Whatever happened to the bestselling wines of the 1970s and 80s? Some, happily, are no longer with us or have been banished to the dustiest reaches of the corner shop, brands such as Hirondelle, Lutomer Laski Riesling, or Le Piat d’Or, that neither we nor the French adore any more.
Others, remodelled, repackaged, occasionally even drinkable, are still slogging it out in the pitiless commercial battlefield of a supermarket near you: Mateus Rosé, Black Tower, Blue Nun.
More interesting are the regional appellations that after years of neglect, critical disdain and flatlining sales, have returned as something else entirely. Regions that have gone from cult to own-label mainstream favourite to beyond the pale and back again. The paradigm of the retro-vintage comeback king is beaujolais. The vignerons of the gamay-producing area north of Lyon once sold millions of bottles of nouveau, that bubblegum-and-banana-scented young red bottled within a couple of months of vintage. But after the 1990s, sales collapsed, their reputation for quality in tatters. It’s taken plenty of angsty reflection and, in many cases, financial struggle, but thanks to its cluster of adventurous small producers and its ability to provide the sort of light, fresh red wines that work so well by the glass, beaujolais – even nouveau, from the right producer – has become a must-list for a certain kind of modern wine bar and small-plate restaurant.
Muscadet, typecast as a cheap and cheerful partner for seafood, was washed away by the fruit-rich new wines of the New World, its complacent producers having cashed in with enormous quantities of sub-standard, brand-damaging acid water. Again, it’s taken a while, but a hardcore of small producers around the Loire estuary have been chiselling out a reputation for dry whites on a par with chablis.
Other regions to have thrown off the 1970s kitsch include: Vinho Verde from northern Portugal, whose whites can be thrillingly peachy and pure where once they tended to the insipid but tart; the Veneto, home of trattoria staples white soave and red valpolicella, now responsible for some of Italy’s most elegant wines; and the Rheinhessen, once all but synonymous with liebfraumilch, now reestablished as the site of great dry rieslings.
But for the full nostalgia-tinted house, nothing beats lambrusco. Not as the sweetly gassy, £2.99 initiation rite for generations of teenagers and pre-loading clubbers, but in its original, gorgeously gastronomic form from Emilia-Romagna: a vivid, finger-staining, antipasti-partnering sparkling red.
Pierre Luneau Papin Domaine du Verger Muscadet Sèvres et Maine sur Lie, France 2018 (£12.95, josephbarneswines.com; vinovero.co.uk)
From a modern master of muscadet, this is a typically luminous dry white, tight and nervy with a dash of salt and zesty citrus and a savoury palate. Perfect for shellfish, and at a price that puts comparable white burgundy to shame.
Anselmo Mendes Muros Antigos Loureiro, Vinho Verde, Portugal 2018 (from £8.95, thewinesociety.com; handford.net; bottleapostle.com)
If you grew up on the wince-making acid, prickly spritz and lemony sweetness of old-style supermarket own-label vinho verde, you’d scarcely believe this pristine, racy, floral, citrus and exotic-fruit-scented white came from the same region.
Lambrusco Classico Vigne delle Monte, Emilia-Romagna, Italy (£12.75, leaandsandeman.co.uk)
There is still plenty of pallid soda-pop-like lambrusco (and, indeed, its perry-based imitator, lambrini) around. But this is the real thing: an intensely dark cherry-fruited sparkling red with salami-matching grip, and a moreish tangy dry finish.
Gonzalez Byass Solera 1847 Cream Sherry (from £13.45, thewhiskyexchange.com; oddbins.com; cambridgewine.com)
The 1980s was the beginning of the end of sherry’s imperial period as a bestselling wine. Now even the fustiest of styles, cream, such as the suavely sweet fruitcakey Solera 1847, is back on the smartest restaurant lists.
Korona Egri Bikaver Bull’s Blood Hungary 2016 (£14.95, slurp.co.uk)
Before Aussie shiraz and Argentinian malbec, the “bull’s blood” red wines of Eger in Hungary provided British drinkers of the 1970s and 80s with their big red needs. This modern version is a cut above: a deep, spicy, plummy partner for autumnal stews.
Alexandre Burgaud Beaujolais-Village France 2018 (£11.50, bbr.com)
Alexandre Burguad’s delightful young wine is a far cry from the banana-bubblegum beaujolais nouveau of folk memory: it’s exuberantly fresh, crunchy, currant-fruity and aromatic with a moreishly sappy, charcuterie-friendly freshness.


■ To do ■
Skipping all pictures, print exactly the lines below from the one with "Identify the location" through the final line.

■ Extracted material ■
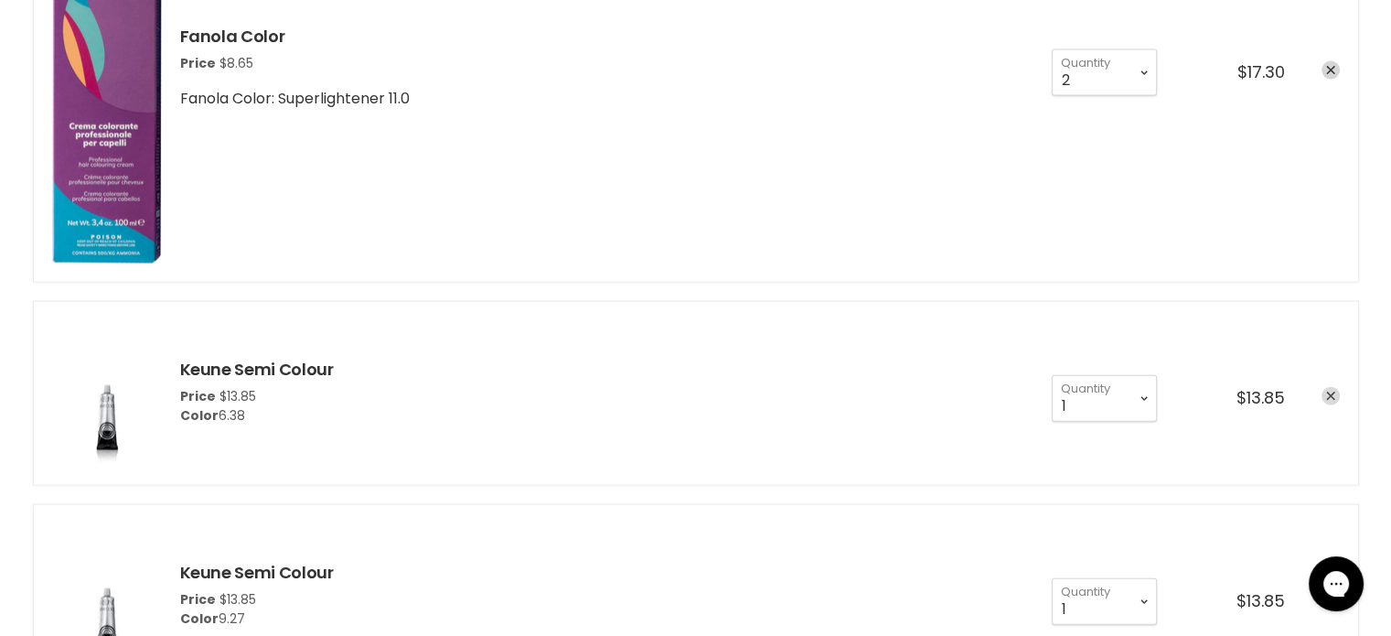 This screenshot has width=1391, height=636. I want to click on a: remove Keune Semi Colour, so click(1331, 396).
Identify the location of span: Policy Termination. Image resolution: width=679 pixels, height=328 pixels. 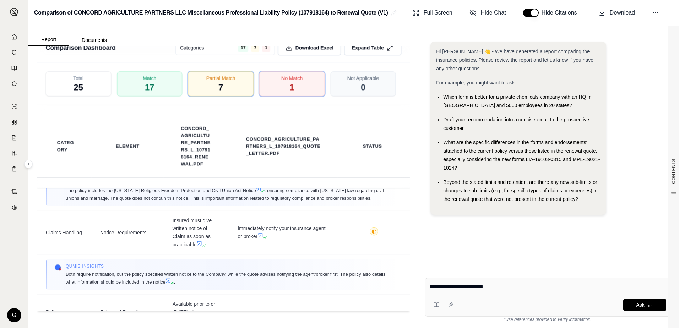
(64, 316).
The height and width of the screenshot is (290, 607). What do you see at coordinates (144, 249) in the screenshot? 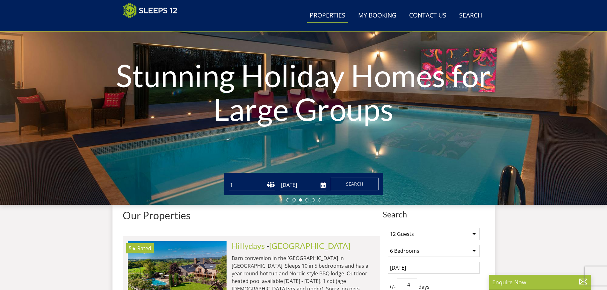
I see `span: Rated` at bounding box center [144, 249].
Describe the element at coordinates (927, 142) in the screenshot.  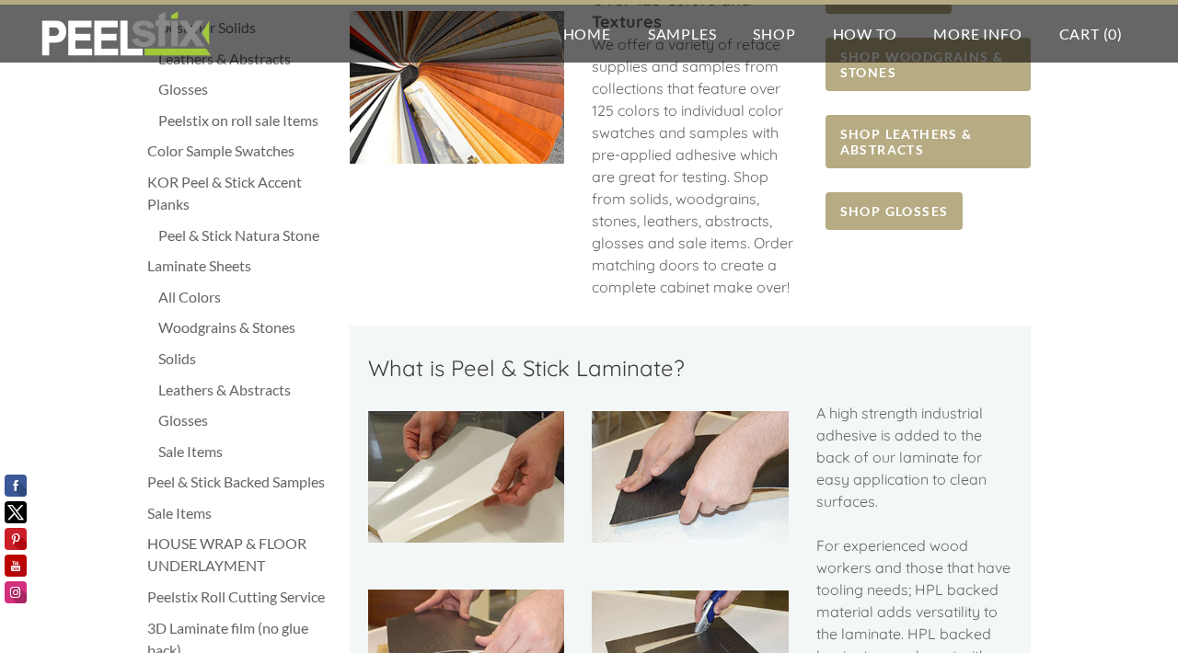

■ Written answer ■
Identify the location of span: Policy Termination. Image resolution: width=679 pixels, height=328 pixels. 
(64, 316).
The height and width of the screenshot is (290, 607). What do you see at coordinates (144, 249) in the screenshot? 
I see `span: Rated` at bounding box center [144, 249].
Describe the element at coordinates (927, 142) in the screenshot.  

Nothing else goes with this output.